Waive vs Concession - What's the difference?
waive | concession |
(obsolete) To outlaw (someone).
(obsolete) To abandon, give up (someone or something).
*
(legal) To relinquish (a right etc.); to give up claim to; to forego.
*
To put aside, avoid.
*
(obsolete) To move from side to side; to sway.
(obsolete) To stray, wander.
* c. 1390 , (Geoffrey Chaucer), "The Merchant's Tale", Canterbury Tales :
(obsolete, legal) A woman put out of the protection of the law; an outlawed woman.
(obsolete) A waif; a castaway.
* 1624 , (John Donne), Devotions upon Emergent Occasions :
the act of conceding, especially that of defeat
something, such as an argument, that is conceded or admitted to be wrong
(rhetoric) Admitting a point to strengthen one's overall case.

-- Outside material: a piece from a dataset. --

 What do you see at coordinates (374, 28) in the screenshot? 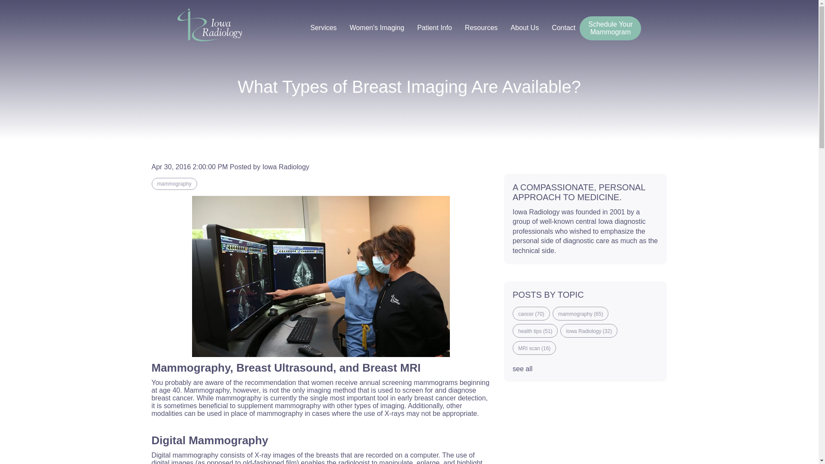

the grant of some land to be used for a specified purpose
(chiefly, US) a contract to operate a small business as a subsidiary of a larger company, or within the premises of some institution; the business itself and the space from which it operates
(Canada) In Ontario, a small road between tracts of farmland.
As verbs the difference between waive and concession
is that waive is (obsolete) to outlaw (someone) or waive can be (obsolete) to move from side to side; to sway while concession is to grant or approve by means of a concession agreement.As nouns the difference between waive and concession
is that waive is (obsolete|legal) a woman put out of the protection of the law; an outlawed woman or waive can be while concession is the act of conceding, especially that of defeat.waive
English
Etymology 1
(etyl) weyven, from (etyl) .Verb
(waiv)- If you waive the right to be silent, anything you say can be used against you in a court of law.
Derived terms
* waivableEtymology 2
(etyl) weyven, from (etyl) .Verb
(waiv)- ye been so ful of sapience / That yow ne liketh, for youre heighe prudence, / To weyven fro the word of Salomon.
Etymology 3
From (etyl) waive, probably as the past participle of (weyver), as Etymology 1, above.Noun
(en noun)- (John Donne)
Etymology 4
Variant forms.Noun
(en noun)- I know, O Lord, the ordinary discomfort that accompanies that phrase, that the house is visited, and that thy works, and thy tokens are upon the patient; but what a wretched, and disconsolate hermitage is that house, which is not visited by thee, and what a waive and stray is that man, that hath not thy marks upon him?